The Charlotte Warburg Chapter and the World Affairs Council of Charlotte will host a lunch discussion with Tamar Shapiro, Author of the Novel Restitution and Urban Development Expert (2009 ACG McCloy Fellow).
Tamar Shapiro’s debut novel Restitution tells the story of two American siblings who return to their mother’s East German hometown, from which their mother and grandparents fled in the 1950s, after the fall of the Berlin Wall, only to uncover long-buried family secrets and reckon with the meaning of home, memory, and loss. As we mark the 35th anniversary of German reunification in 2025, the novel offers a timely reflection on how the legacies of division and exile continue to shape both nations and families. The discussion will reflect on Restitution, Shapiro’s experiences living and working in eastern Germany, and her journey from a career in law and community development to fiction, through which she continues to explore how individuals and communities seek restitution – whether via legal frameworks, civic engagement, or the power of storytelling.
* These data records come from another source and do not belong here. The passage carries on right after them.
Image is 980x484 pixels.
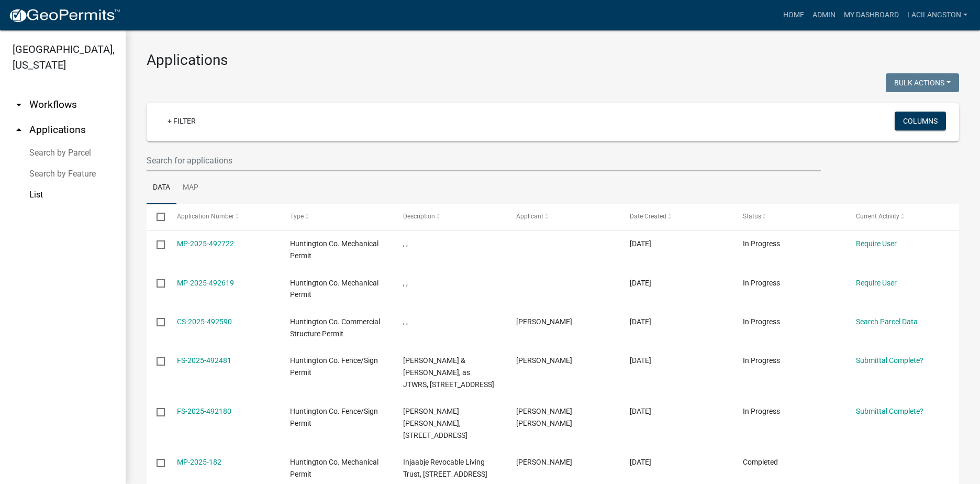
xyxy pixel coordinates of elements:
[403,407,468,440] span: Sarah Caroline Harder, 742 Waxwing Ct, Fence
[177,317,232,325] a: CS-2025-492590
[403,239,408,247] span: , ,
[403,458,488,478] span: Injaabje Revocable Living Trust, 4608 N 900 W, electrical
[630,213,667,220] span: Date Created
[743,356,780,365] span: In Progress
[290,356,378,376] span: Huntington Co. Fence/Sign Permit
[630,356,651,365] span: 10/14/2025
[516,407,572,427] span: Sarah Caroline Harder
[290,239,379,260] span: Huntington Co. Mechanical Permit
[506,204,619,229] datatable-header-cell: Applicant
[856,317,918,325] a: Search Parcel Data
[177,356,231,365] a: FS-2025-492481
[516,356,572,365] span: Kimberly Hostetler
[280,204,393,229] datatable-header-cell: Type
[886,73,959,92] button: Bulk Actions
[290,317,380,338] span: Huntington Co. Commercial Structure Permit
[630,407,651,415] span: 10/14/2025
[743,239,780,247] span: In Progress
[290,213,303,220] span: Type
[856,407,924,415] a: Submittal Complete?
[733,204,846,229] datatable-header-cell: Status
[743,407,780,415] span: In Progress
[856,278,897,287] a: Require User
[903,5,972,25] a: LaciLangston
[779,5,809,25] a: Home
[177,239,234,247] a: MP-2025-492722
[403,278,408,287] span: , ,
[630,317,651,325] span: 10/14/2025
[166,204,280,229] datatable-header-cell: Application Number
[290,278,379,299] span: Huntington Co. Mechanical Permit
[619,204,733,229] datatable-header-cell: Date Created
[290,458,379,478] span: Huntington Co. Mechanical Permit
[743,213,762,220] span: Status
[516,213,544,220] span: Applicant
[809,5,840,25] a: Admin
[856,239,897,247] a: Require User
[177,407,231,415] a: FS-2025-492180
[290,407,378,427] span: Huntington Co. Fence/Sign Permit
[743,278,780,287] span: In Progress
[147,204,166,229] datatable-header-cell: Select
[630,278,651,287] span: 10/14/2025
[840,5,903,25] a: My Dashboard
[403,213,435,220] span: Description
[177,171,205,205] a: Map
[147,150,821,171] input: Search for applications
[856,356,924,365] a: Submittal Complete?
[177,278,234,287] a: MP-2025-492619
[743,317,780,325] span: In Progress
[743,458,778,466] span: Completed
[846,204,959,229] datatable-header-cell: Current Activity
[159,111,204,130] a: + Filter
[895,111,946,130] button: Columns
[13,124,25,136] i: arrow_drop_up
[630,239,651,247] span: 10/15/2025
[630,458,651,466] span: 10/14/2025
[516,458,572,466] span: Haley Rheinheimer
[403,356,494,389] span: Hoffman, Thomas A & Margie E Moran, as JTWRS, 1919 N Etna Rd, Fence
[147,171,177,205] a: Data
[177,213,234,220] span: Application Number
[516,317,572,325] span: Douglas Graft
[147,52,959,69] h3: Applications
[856,213,899,220] span: Current Activity
[393,204,506,229] datatable-header-cell: Description
[177,458,222,466] a: MP-2025-182
[403,317,408,325] span: , ,
[13,99,25,111] i: arrow_drop_down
Tamar Shapiro was raised in the United States and Germany and now lives in Washington, DC. Her first novel, Restitution, was released in September 2025. Other writing has appeared in Poets & Writers (online), as well as Electric Literature and LitHub (both forthcoming). A former attorney and non-profit leader at Mpact, the Center for Community Progress, and the German Marshall Fund, Ms. Shapiro spent decades working on housing and community development policy in the U.S. She was a recipient of a McCloy Fellowship from the American Council on Germany to study vacant property policies in former East Germany and spent a year working on urban policy in Berlin as a Robert Bosch Foundation fellow. Ms. Shapiro attended Harvard Law School and is currently a 2026 MFA candidate in Fiction at Randolph College in Virginia.